# Aim of the exercise
Entries follow. Give back exactly the lines starting at the one containing "Find the location" and ending at the one containing "Describe the element", and no other lines.

# Material to process

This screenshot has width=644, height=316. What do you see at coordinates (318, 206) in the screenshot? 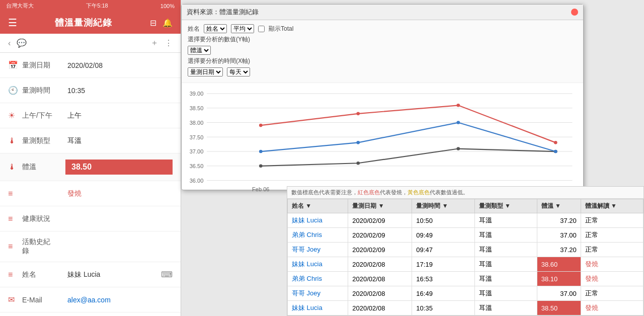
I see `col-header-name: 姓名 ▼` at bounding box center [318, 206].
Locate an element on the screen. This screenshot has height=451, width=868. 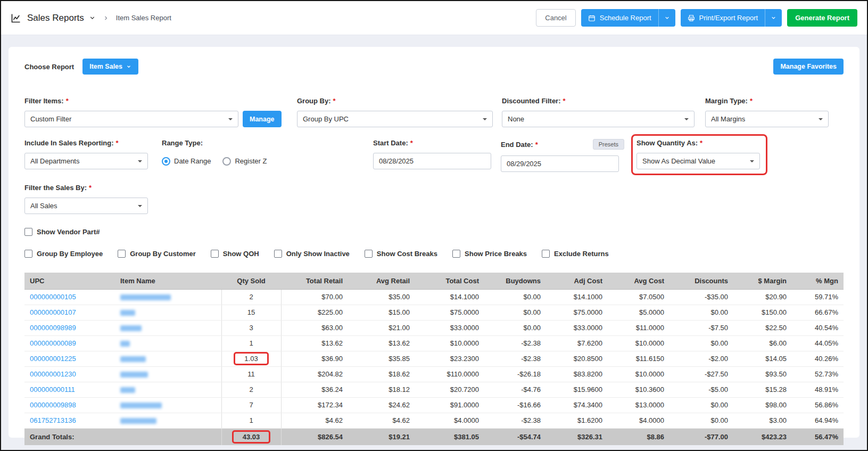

--

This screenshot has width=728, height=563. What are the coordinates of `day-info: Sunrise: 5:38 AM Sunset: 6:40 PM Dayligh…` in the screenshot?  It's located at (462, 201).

--

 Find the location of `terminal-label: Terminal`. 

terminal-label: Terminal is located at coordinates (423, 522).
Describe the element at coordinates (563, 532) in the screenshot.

# The answer
 Find the location of `terminal-label: Terminal`. 

terminal-label: Terminal is located at coordinates (423, 522).
Describe the element at coordinates (563, 532) in the screenshot.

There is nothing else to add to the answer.